Each entry below must be given again word for word, with no pictures.

[Dataset records]
-- Opening Marker --
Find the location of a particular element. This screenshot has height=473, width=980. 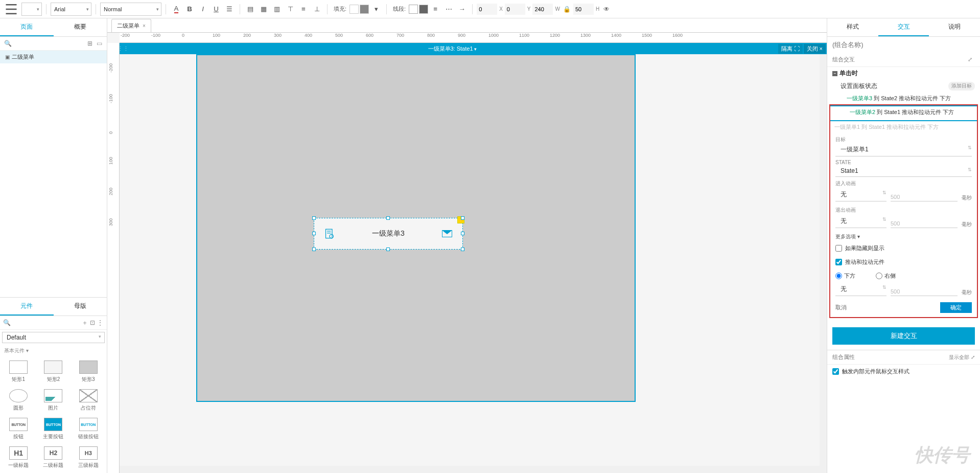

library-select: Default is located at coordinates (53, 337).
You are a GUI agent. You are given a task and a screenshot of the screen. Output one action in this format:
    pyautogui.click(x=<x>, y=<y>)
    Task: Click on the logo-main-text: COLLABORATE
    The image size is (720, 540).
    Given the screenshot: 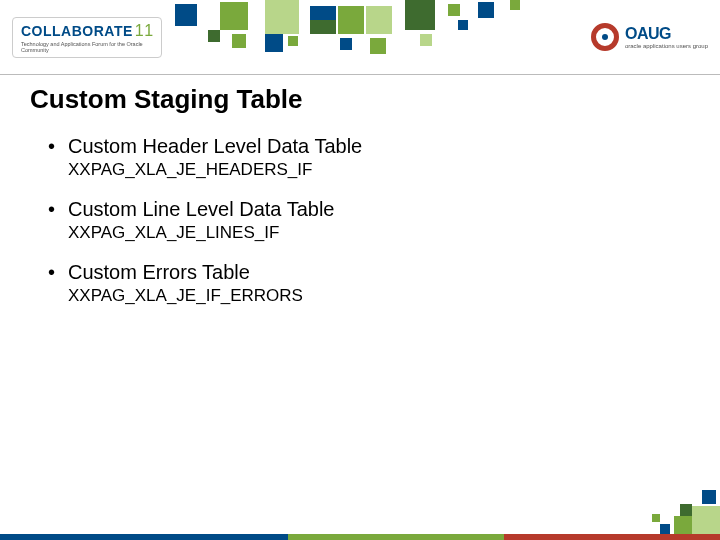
-- Closing Marker --
WORKED SOLUTION
Find the location of a particular element. This screenshot has height=473, width=980. 

library-select: Default is located at coordinates (53, 337).
You are a GUI agent. You are given a task and a screenshot of the screen. Output one action in this format:
    pyautogui.click(x=<x>, y=<y>)
    Task: Click on the logo-main-text: COLLABORATE
    The image size is (720, 540).
    Given the screenshot: 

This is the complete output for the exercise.